Diamond was appalled. ‘You left her lying dead for all that time and did nothing?’

‘What could I do? Empty the theatre? I couldn’t get her out without disturbing the audience. I was in a terrible dilemma. I’m responsible for all those people. She wasn’t visible to anyone, as Titus told you.’

‘You could have got her down the back stairs.’

‘Not without being noticed. You heard what Titus said. He was watching the box and no doubt others would have seen us moving her.’

‘When this leaks out, as it’s bound to, the press are going to hang you out to dry.’

‘I had to reach a decision. It seemed the best thing to do. It was all down to me. Francis wasn’t about.’

‘He’d already left, had he?’

‘I’ve no idea, but he wasn’t taking much interest in Clarion at that stage.’

‘Did you tell anyone? Kate, the wardrobe mistress?’

‘I kept it to myself, I swear. And as soon as the show was over I dialled 999.’

‘If Clarion was murdered – and it’s quite possible she was – we’ll need to know where everyone was during the interval.’

‘I can tell you what I was doing for most of it. I was trying to speak sense into Schneider.’

‘Schneider?’

‘It’s the part she plays. Everyone calls her that. She was ranting on hysterically about the grey lady and not being able to continue. I told her flatly she was a professional actor with a duty to the rest of the cast.

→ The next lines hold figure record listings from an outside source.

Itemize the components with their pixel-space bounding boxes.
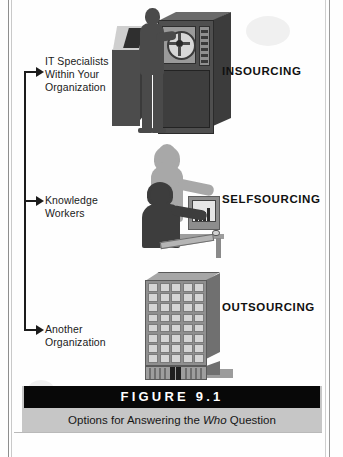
window [183, 344, 193, 353]
person-leg [142, 70, 152, 132]
base-column [190, 368, 192, 379]
page-edge-left-outer [8, 0, 9, 457]
control-led [201, 54, 208, 57]
base-column [200, 368, 202, 379]
window [171, 334, 181, 343]
window [194, 314, 204, 323]
window [194, 324, 204, 333]
heading-selfsourcing: SELFSOURCING [222, 193, 321, 205]
window [183, 354, 193, 363]
base-column [159, 368, 161, 379]
window [160, 283, 170, 292]
window [183, 314, 193, 323]
window [160, 354, 170, 363]
standing-person-head [158, 144, 176, 164]
base-column [195, 368, 197, 379]
page-edge-right-inner [325, 0, 326, 457]
window [148, 324, 158, 333]
window [194, 354, 204, 363]
base-column [185, 368, 187, 379]
window [194, 344, 204, 353]
page-edge-right-outer [329, 0, 330, 457]
arrow-right-icon [36, 67, 44, 77]
window [183, 324, 193, 333]
window [194, 293, 204, 302]
window [194, 303, 204, 312]
control-led [201, 60, 208, 63]
window [194, 334, 204, 343]
row-label-line: Organization [45, 81, 109, 94]
window [171, 314, 181, 323]
window [160, 324, 170, 333]
seated-person-head [150, 184, 170, 206]
window [160, 344, 170, 353]
person-foot [151, 128, 166, 133]
figure-number: FIGURE 9.1 [24, 386, 320, 408]
window [160, 303, 170, 312]
mouse [212, 230, 220, 236]
building-window-grid [148, 283, 204, 363]
screen-chart-bar [207, 208, 210, 221]
it-specialist-silhouette [136, 4, 170, 134]
window [171, 324, 181, 333]
row-label-line: Workers [45, 207, 98, 220]
scan-smudge [246, 16, 290, 46]
window [148, 293, 158, 302]
window [171, 354, 181, 363]
caption-part-before: Options for Answering the [68, 414, 203, 426]
page-edge-left-inner [11, 0, 12, 457]
person-torso [140, 23, 164, 75]
window [171, 293, 181, 302]
row-label-line: IT Specialists [45, 55, 109, 68]
heading-insourcing: INSOURCING [222, 65, 301, 77]
heading-outsourcing: OUTSOURCING [222, 301, 315, 313]
control-led [201, 36, 208, 39]
base-column [149, 368, 151, 379]
illustration-outsourcing [137, 266, 241, 384]
control-led [201, 42, 208, 45]
caption-part-after: Question [227, 414, 276, 426]
row-label-line: Organization [45, 336, 106, 349]
window [171, 283, 181, 292]
row-label-line: Another [45, 323, 106, 336]
row-label-outsourcing: Another Organization [45, 323, 106, 349]
row-label-line: Within Your [45, 68, 109, 81]
caption-emphasis: Who [203, 414, 227, 426]
window [183, 334, 193, 343]
window [171, 303, 181, 312]
window [171, 344, 181, 353]
window [194, 283, 204, 292]
window [148, 314, 158, 323]
window [148, 354, 158, 363]
window [148, 334, 158, 343]
person-leg [153, 70, 163, 132]
window [148, 303, 158, 312]
window [183, 293, 193, 302]
row-label-insourcing: IT Specialists Within Your Organization [45, 55, 109, 94]
base-column [164, 368, 166, 379]
figure-caption: Options for Answering the Who Question [24, 409, 320, 431]
window [148, 344, 158, 353]
control-led [201, 48, 208, 51]
tape-reel-hub [176, 40, 183, 47]
tape-reel-spoke [178, 47, 181, 56]
building-base-side [206, 361, 220, 375]
window [160, 334, 170, 343]
page-bottom-rule [14, 432, 322, 433]
row-label-selfsourcing: Knowledge Workers [45, 194, 98, 220]
figure-page: IT Specialists Within Your Organization [0, 0, 343, 457]
arrow-right-icon [36, 196, 44, 206]
building-entrance-divider [175, 367, 176, 380]
window [160, 314, 170, 323]
arrow-right-icon [36, 325, 44, 335]
window [160, 293, 170, 302]
building-side-wall [206, 273, 220, 359]
base-column [154, 368, 156, 379]
window [183, 283, 193, 292]
desk-leg [216, 238, 221, 258]
row-label-line: Knowledge [45, 194, 98, 207]
window [183, 303, 193, 312]
window [148, 283, 158, 292]
control-led [201, 30, 208, 33]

She’d obviously noticed Clarion in the box before the interval, but I couldn’t tell her who it was.’

‘Why not?’

‘She’s a blabbermouth. She wouldn’t keep it to herself. Clarion wanted privacy.’

‘Wasn’t she visible from the audience?’

‘She was sitting well back. Only someone on stage would catch a glimpse.’

‘Any one of the actors could have spotted her, then?’

‘They may have seen a figure there. Hard to recognise who it was.’

It was clear to Diamond that anyone in the cast or crew might have learned that Clarion had been in the theatre. Melmot and Shearman knew for certain, and so did the security man, Binns. For a would-be murderer, the opportunity had been there: Clarion alone in the box during the twenty-minute interval.

He’d heard as much as he wanted from Shearman. Binns was next up, all silver buttons and defiant, staring eyes, expecting an attack on his professional competence.

‘How did you learn about Clarion’s secret visit?’ Diamond asked.

‘Mr Melmot.’

‘How exactly – a note, a phone call?’ ‘Personally. He came to the stage door and told me himself.’ ‘This was hot news.’ Binns shrugged in contempt at the obvious. ‘Tell anyone else, did you?’ He didn’t like that. ‘What do you take me for? It’s more than my job is worth to go blurting it out.’ ‘So what happened?’ ‘I carried out his instructions to the letter. Waited out front for her to come in her black limo. Escorted her round to the side door and up the back stairs to the top box. Mr Melmot was already up there and greeted her and my job was done.’